Born in Middlesex, Hilton studied at the Slade School from 1929-1931 under Henry Tonks, winning a Slade Scholarship in 1931, which he did not take up. For two and a half years in the early 1930s he studied in Paris at the Academie Ranson under Bissiere and had his first solo exhibition at the Bloomsbury Gallery in 1936. He joined the Commandos in 1940 and was captured in 1942, becoming a POW until 1945.
After the war, he became a schoolteacher, and in the early 1950s, encouraged by a member of the Cobra Group, Hilton turned to Abstract Art. In 1951 he was invited to participate in Abstract Paintings, Sculptures and Mobiles, the first entirely abstract post-war exhibition in England, at the AIA Gallery in London. In 1952 he held his first post-war solo exhibition at Gimpel Fils. Between 1954 - 1956 Hilton taught at the Central School of Art & Design, during which time he began making trips to Cornwall, staying first with Patrick Heron. He moved permanently to Botallack, Cornwall, in 1965 and became an important part of the St Ives group.
A major retrospective was held at the Hayward Gallery, London in 1993, followed by a drawing survey at the Tate Gallery St Ives in 1997. His work is in numerous international public collections, including the Tate Gallery, the Victoria and Albert Museum, the British Museum, and the Fogg Art Gallery at Harvard.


### WORK TASK
Copy every entry exactly as it stands, though any image it holds should stay out of the copy.

### RECORDS SUPPLIED
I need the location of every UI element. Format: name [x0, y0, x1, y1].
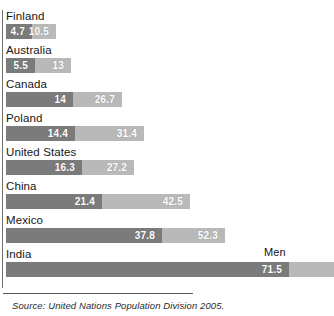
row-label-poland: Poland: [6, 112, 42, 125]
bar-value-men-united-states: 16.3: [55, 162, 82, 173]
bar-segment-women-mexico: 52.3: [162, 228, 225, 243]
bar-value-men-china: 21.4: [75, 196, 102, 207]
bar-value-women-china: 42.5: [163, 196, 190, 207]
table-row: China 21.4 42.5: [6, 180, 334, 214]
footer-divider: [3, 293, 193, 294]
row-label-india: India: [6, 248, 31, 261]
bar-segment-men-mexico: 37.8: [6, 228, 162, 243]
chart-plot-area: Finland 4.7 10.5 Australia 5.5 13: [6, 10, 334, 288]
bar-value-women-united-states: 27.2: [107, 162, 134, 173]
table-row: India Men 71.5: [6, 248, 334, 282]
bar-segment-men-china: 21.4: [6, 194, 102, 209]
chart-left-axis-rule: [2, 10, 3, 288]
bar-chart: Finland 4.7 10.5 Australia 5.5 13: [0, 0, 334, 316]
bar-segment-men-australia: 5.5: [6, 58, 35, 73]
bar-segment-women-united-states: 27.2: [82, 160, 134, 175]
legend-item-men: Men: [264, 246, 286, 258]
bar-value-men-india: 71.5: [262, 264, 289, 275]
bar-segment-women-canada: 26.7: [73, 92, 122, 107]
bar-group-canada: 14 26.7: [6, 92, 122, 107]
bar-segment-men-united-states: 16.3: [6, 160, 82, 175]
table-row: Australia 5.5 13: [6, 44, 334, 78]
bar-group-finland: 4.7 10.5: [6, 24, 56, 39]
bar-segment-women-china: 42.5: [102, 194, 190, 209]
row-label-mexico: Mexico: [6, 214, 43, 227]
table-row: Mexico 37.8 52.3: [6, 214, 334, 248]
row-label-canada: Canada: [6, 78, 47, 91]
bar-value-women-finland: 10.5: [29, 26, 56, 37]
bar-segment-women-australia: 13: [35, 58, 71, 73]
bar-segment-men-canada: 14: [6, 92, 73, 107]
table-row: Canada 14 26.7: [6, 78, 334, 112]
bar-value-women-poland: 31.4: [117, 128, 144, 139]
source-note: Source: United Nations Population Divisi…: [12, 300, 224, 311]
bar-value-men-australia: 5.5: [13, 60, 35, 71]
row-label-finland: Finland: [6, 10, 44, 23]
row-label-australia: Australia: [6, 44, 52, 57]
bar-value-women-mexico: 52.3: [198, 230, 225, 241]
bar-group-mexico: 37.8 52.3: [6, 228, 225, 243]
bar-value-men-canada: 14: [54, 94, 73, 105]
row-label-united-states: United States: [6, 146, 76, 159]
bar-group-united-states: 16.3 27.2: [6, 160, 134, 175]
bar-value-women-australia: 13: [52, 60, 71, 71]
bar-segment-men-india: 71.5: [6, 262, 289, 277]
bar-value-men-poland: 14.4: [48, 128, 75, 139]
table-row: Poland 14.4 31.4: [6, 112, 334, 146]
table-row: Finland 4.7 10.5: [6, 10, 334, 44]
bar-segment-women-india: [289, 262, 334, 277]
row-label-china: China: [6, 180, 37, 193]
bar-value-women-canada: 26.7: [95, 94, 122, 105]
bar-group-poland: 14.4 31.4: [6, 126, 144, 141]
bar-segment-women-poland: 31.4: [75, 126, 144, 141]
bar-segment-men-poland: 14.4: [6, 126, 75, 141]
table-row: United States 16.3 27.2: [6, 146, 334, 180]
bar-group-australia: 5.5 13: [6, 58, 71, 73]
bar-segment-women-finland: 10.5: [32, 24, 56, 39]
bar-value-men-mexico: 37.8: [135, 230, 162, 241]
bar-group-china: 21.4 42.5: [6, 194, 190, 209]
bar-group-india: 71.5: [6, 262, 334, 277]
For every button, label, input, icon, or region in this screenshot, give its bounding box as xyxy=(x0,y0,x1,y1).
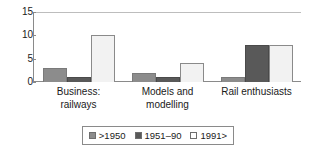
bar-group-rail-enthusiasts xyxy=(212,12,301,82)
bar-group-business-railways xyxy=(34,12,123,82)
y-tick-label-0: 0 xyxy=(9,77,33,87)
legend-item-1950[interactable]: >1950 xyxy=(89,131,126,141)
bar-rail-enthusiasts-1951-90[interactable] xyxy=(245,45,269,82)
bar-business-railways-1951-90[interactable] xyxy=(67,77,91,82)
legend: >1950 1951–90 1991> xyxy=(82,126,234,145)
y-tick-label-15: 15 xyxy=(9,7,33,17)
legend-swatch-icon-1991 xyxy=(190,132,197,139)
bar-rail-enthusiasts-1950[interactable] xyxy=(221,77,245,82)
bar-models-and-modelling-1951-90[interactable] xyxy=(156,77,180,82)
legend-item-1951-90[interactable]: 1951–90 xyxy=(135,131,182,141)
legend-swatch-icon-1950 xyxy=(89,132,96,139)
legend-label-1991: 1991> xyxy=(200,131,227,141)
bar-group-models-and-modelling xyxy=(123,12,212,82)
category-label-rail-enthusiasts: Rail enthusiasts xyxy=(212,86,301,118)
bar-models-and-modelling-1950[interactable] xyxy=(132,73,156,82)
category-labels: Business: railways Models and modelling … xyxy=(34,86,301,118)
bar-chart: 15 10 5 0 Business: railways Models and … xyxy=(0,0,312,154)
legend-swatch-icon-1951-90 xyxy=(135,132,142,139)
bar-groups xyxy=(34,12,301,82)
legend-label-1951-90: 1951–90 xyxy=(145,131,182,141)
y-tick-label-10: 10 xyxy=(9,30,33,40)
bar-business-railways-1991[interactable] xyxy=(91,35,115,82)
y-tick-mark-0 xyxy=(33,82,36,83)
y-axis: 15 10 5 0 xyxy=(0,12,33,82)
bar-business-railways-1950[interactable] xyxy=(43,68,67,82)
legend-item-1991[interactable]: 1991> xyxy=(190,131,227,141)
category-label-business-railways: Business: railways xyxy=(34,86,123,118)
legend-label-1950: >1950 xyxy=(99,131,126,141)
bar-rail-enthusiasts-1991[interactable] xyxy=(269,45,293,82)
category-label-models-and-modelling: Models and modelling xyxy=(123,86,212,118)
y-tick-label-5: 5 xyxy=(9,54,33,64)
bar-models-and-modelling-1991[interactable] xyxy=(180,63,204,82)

### THE ANSWER
I need the location of every UI element. Format: name [x0, y0, x1, y1].
row-label-poland: Poland: [6, 112, 42, 125]
bar-value-men-united-states: 16.3: [55, 162, 82, 173]
bar-segment-women-mexico: 52.3: [162, 228, 225, 243]
bar-value-men-china: 21.4: [75, 196, 102, 207]
bar-value-women-china: 42.5: [163, 196, 190, 207]
table-row: China 21.4 42.5: [6, 180, 334, 214]
footer-divider: [3, 293, 193, 294]
row-label-india: India: [6, 248, 31, 261]
bar-segment-men-mexico: 37.8: [6, 228, 162, 243]
chart-plot-area: Finland 4.7 10.5 Australia 5.5 13: [6, 10, 334, 288]
bar-value-women-united-states: 27.2: [107, 162, 134, 173]
table-row: India Men 71.5: [6, 248, 334, 282]
bar-segment-men-china: 21.4: [6, 194, 102, 209]
chart-left-axis-rule: [2, 10, 3, 288]
bar-chart: Finland 4.7 10.5 Australia 5.5 13: [0, 0, 334, 316]
bar-segment-men-australia: 5.5: [6, 58, 35, 73]
bar-segment-women-united-states: 27.2: [82, 160, 134, 175]
legend-item-men: Men: [264, 246, 286, 258]
bar-value-men-india: 71.5: [262, 264, 289, 275]
bar-segment-women-canada: 26.7: [73, 92, 122, 107]
bar-group-canada: 14 26.7: [6, 92, 122, 107]
bar-segment-men-united-states: 16.3: [6, 160, 82, 175]
table-row: Australia 5.5 13: [6, 44, 334, 78]
bar-group-finland: 4.7 10.5: [6, 24, 56, 39]
bar-segment-women-china: 42.5: [102, 194, 190, 209]
row-label-mexico: Mexico: [6, 214, 43, 227]
table-row: Mexico 37.8 52.3: [6, 214, 334, 248]
row-label-canada: Canada: [6, 78, 47, 91]
bar-value-women-finland: 10.5: [29, 26, 56, 37]
bar-segment-women-australia: 13: [35, 58, 71, 73]
bar-segment-men-canada: 14: [6, 92, 73, 107]
table-row: Canada 14 26.7: [6, 78, 334, 112]
bar-value-women-poland: 31.4: [117, 128, 144, 139]
source-note: Source: United Nations Population Divisi…: [12, 300, 224, 311]
bar-value-men-australia: 5.5: [13, 60, 35, 71]
row-label-finland: Finland: [6, 10, 44, 23]
row-label-australia: Australia: [6, 44, 52, 57]
bar-value-women-mexico: 52.3: [198, 230, 225, 241]
bar-group-mexico: 37.8 52.3: [6, 228, 225, 243]
bar-value-men-canada: 14: [54, 94, 73, 105]
row-label-united-states: United States: [6, 146, 76, 159]
bar-group-united-states: 16.3 27.2: [6, 160, 134, 175]
bar-value-women-australia: 13: [52, 60, 71, 71]
bar-segment-men-india: 71.5: [6, 262, 289, 277]
bar-value-men-poland: 14.4: [48, 128, 75, 139]
table-row: Poland 14.4 31.4: [6, 112, 334, 146]
table-row: Finland 4.7 10.5: [6, 10, 334, 44]
bar-segment-women-india: [289, 262, 334, 277]
row-label-china: China: [6, 180, 37, 193]
bar-value-women-canada: 26.7: [95, 94, 122, 105]
bar-group-poland: 14.4 31.4: [6, 126, 144, 141]
bar-segment-women-poland: 31.4: [75, 126, 144, 141]
bar-segment-men-poland: 14.4: [6, 126, 75, 141]
table-row: United States 16.3 27.2: [6, 146, 334, 180]
bar-group-australia: 5.5 13: [6, 58, 71, 73]
bar-segment-women-finland: 10.5: [32, 24, 56, 39]
bar-value-men-mexico: 37.8: [135, 230, 162, 241]
bar-group-china: 21.4 42.5: [6, 194, 190, 209]
bar-group-india: 71.5: [6, 262, 334, 277]
For every button, label, input, icon, or region in this screenshot, give its bounding box as xyxy=(x0,y0,x1,y1).
bar-group-rail-enthusiasts xyxy=(212,12,301,82)
bar-group-business-railways xyxy=(34,12,123,82)
y-tick-label-0: 0 xyxy=(9,77,33,87)
legend-item-1950[interactable]: >1950 xyxy=(89,131,126,141)
bar-rail-enthusiasts-1951-90[interactable] xyxy=(245,45,269,82)
bar-business-railways-1951-90[interactable] xyxy=(67,77,91,82)
legend: >1950 1951–90 1991> xyxy=(82,126,234,145)
y-tick-label-15: 15 xyxy=(9,7,33,17)
legend-swatch-icon-1991 xyxy=(190,132,197,139)
bar-rail-enthusiasts-1950[interactable] xyxy=(221,77,245,82)
bar-models-and-modelling-1951-90[interactable] xyxy=(156,77,180,82)
legend-item-1951-90[interactable]: 1951–90 xyxy=(135,131,182,141)
legend-swatch-icon-1950 xyxy=(89,132,96,139)
legend-label-1991: 1991> xyxy=(200,131,227,141)
bar-group-models-and-modelling xyxy=(123,12,212,82)
category-label-rail-enthusiasts: Rail enthusiasts xyxy=(212,86,301,118)
bar-models-and-modelling-1950[interactable] xyxy=(132,73,156,82)
category-labels: Business: railways Models and modelling … xyxy=(34,86,301,118)
bar-chart: 15 10 5 0 Business: railways Models and … xyxy=(0,0,312,154)
legend-swatch-icon-1951-90 xyxy=(135,132,142,139)
bar-groups xyxy=(34,12,301,82)
legend-label-1951-90: 1951–90 xyxy=(145,131,182,141)
y-tick-label-10: 10 xyxy=(9,30,33,40)
bar-business-railways-1991[interactable] xyxy=(91,35,115,82)
y-tick-mark-0 xyxy=(33,82,36,83)
y-axis: 15 10 5 0 xyxy=(0,12,33,82)
bar-business-railways-1950[interactable] xyxy=(43,68,67,82)
legend-item-1991[interactable]: 1991> xyxy=(190,131,227,141)
category-label-business-railways: Business: railways xyxy=(34,86,123,118)
legend-label-1950: >1950 xyxy=(99,131,126,141)
bar-rail-enthusiasts-1991[interactable] xyxy=(269,45,293,82)
category-label-models-and-modelling: Models and modelling xyxy=(123,86,212,118)
y-tick-label-5: 5 xyxy=(9,54,33,64)
bar-models-and-modelling-1991[interactable] xyxy=(180,63,204,82)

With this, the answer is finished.